Review: Meadows In The Mountains 2016

 
Art & Culture

Escapism is important to us all in this day and age. As the world becomes more and stressful and bleak, we cling to moments of release like a child to a comfort blanket, at times having to be torn away or weaned off them by reality's overbearing grip.

Although we can usually find some form of release by way of a dark room and some decent speakers at a local club, the world also becoming ever smaller and homogenised. It seems like we now have to go to further and further reaches to really feel like we've detached ourselves from WiFi, daily tragedies and an infuriatingly temperate climate.

With the price of a plane ticket to the other side of the world sometimes matching the price of a return train to the other side of Britain it can take something pretty unique to really feel like you've escaped, detached and broken free from our ever increasingly dystopian society.

Enter Meadows in the Mountains, a festival located on the Rhodopes mountain tops in the town of Polkovnik Serafimovo: hidden deep in the winding, undulating roads of rural Bulgaria, eighty miles from the nearest airport, 10 miles to the nearest supermarket and a million miles from the nearest politician lying through their teeth, it is the perfect place to lose yourself, really and truly. 

Everything about the event is genuinely unique, which, at a time when there are literally more festivals than you could physically attend in a year, is really saying something.

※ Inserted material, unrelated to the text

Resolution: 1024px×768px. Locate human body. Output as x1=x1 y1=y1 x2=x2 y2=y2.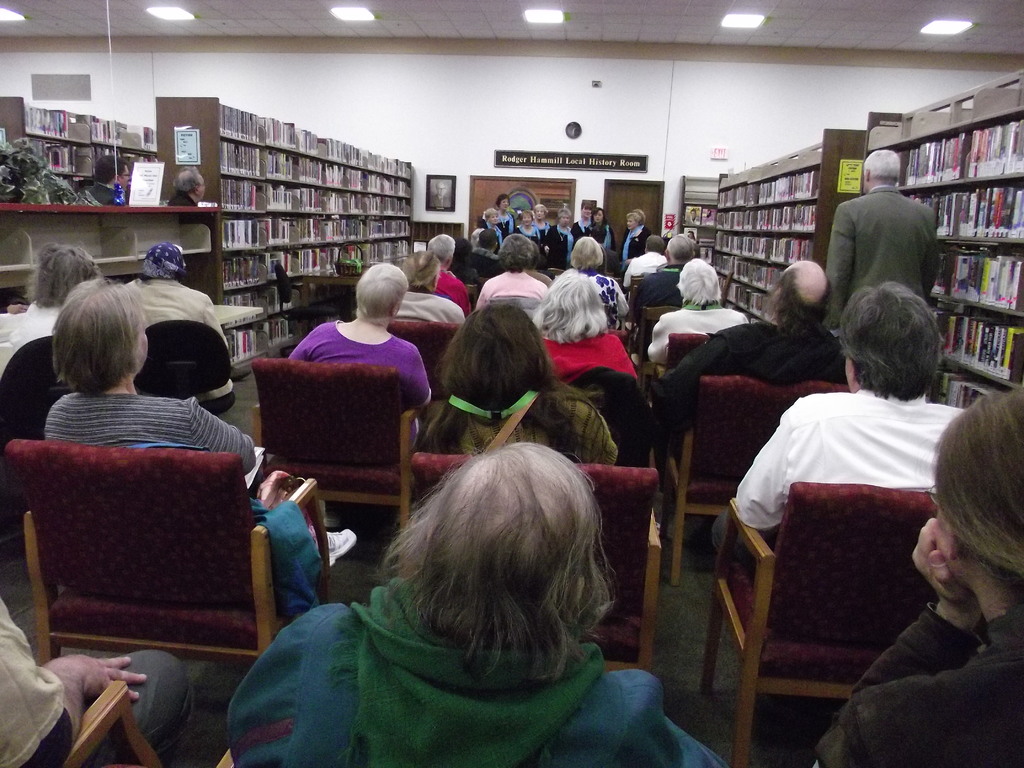
x1=79 y1=156 x2=128 y2=200.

I’ve been attending muddy fields both in England and abroad for over ten years now and have never seen, heard or felt the way that I have at Meadows. 

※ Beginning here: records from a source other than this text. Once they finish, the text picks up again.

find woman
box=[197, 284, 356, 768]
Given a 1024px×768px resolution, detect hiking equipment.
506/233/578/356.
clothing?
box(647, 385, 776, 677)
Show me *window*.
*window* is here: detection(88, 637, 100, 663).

In terms of accommodation you can choose to stay in one of the many beautifully weathered village houses, each looked over by its very own smiling and effusive local, or camp in the breathless heights of the mountain itself and wake up to sweeping forestry every morning. 

In terms of the site itself, all the superlatives that raw nature evokes rush at you from the moment you step onto what feels like the top of the world. The turquoise of the sky looks more vivid than the waters of an Indian Ocean island, the deep, dark green mountain ranges sine wave before your eyes and peel off into the smoky distance, and that’s just the daytime. Wait ‘till night and the many little details of the site slowly creep out of the woodlands like mischievous sprites. The stages lit up in blues, purples, reds and greens, layered in sticks, twigs and leaves. White lights littered every slope, nook and cranny, every bar, stall and even toilet seemed to grow out of the very forest it was surrounded by. At times it looked more like a Midsummer's Night Dream production than a party: ethereal, mythical and unreal. However, don’t dare imagine for a second that it didn’t hit as hard as any rave you’ve ever been to. 

Although you may not have heard of many of the artists, that doesn’t mean they were any less special than the carbon copy lists you see week in week out at any of the more well known British or European line ups. Sets from DJ’s like Amber Shells, Ed Word, Anna Wall and Bruno Schmidt were as good as any I’ve seen all year, act’s like Jack Tyson Charles, Subculture Sage and Strangelove played the kind of vibrant yet intimate performances that you would see from any top headliner today and then there was the closing and extremely special set from Last Japan that kind of blew the circuits of everyone watching and blurred reality even harder. 

The one thing that seemed even crazier about the whole thing was that even on top of a literal mountain the systems were fiercer, clearer and boomed louder than a lot of others I’ve heard in my time. Wherever you were standing once you climbed the peak the bass rattled through your chest, and at many times ended up vibrating the floors of the nearby portaloos and bars. I don’t know though, I may have just been tripping at that point. 

With a crowd of only roughly 1,300, by the end of the festival you recognised many faces, made many friends and had strengthened every friendship to an almost unbreakable point through the unforgettable shared experience. Looking round the attendees, it felt like everyone was really in it to lose themselves, with much of the crowd getting into the spirit of things by dressing like feral, rainbow coloured yet somehow beautiful shamans, hippies, animals and everything in between. 

If great music, scenic landscapes, good looking people and pounding systems aren’t your bag, then I don’t know, maybe try getting into stamps or something, like genuinely what more do you want? No, but seriously, there was even more to it than even that. Remarkable moments were strewn throughout the weekend, from the traditional Bulgarian dancing before the burning of a huge looming effigy, to the way the sun exploded above the clouds like a swirling, guiding force every sunrise, from the champagne bar playing garage classics, to a huge wooden pirate boat holding every topic wavy conversation imaginable, I lost count how many times I was left in a stupor. 

By the time it came to Monday morning, I saw the mountain breathe, felt the system pound it’s heartbeat and as I trudged down it’s winding slopes. I left a bit of me up there still dancing and drenched in the early morning sunshine. As I said, it’s pretty hard to find an experience that is legitimately different, unique or that can evoke a feeling of the new and untouched these days. Meadows in the Mountains is this, it carries on past that point into something else, something wild.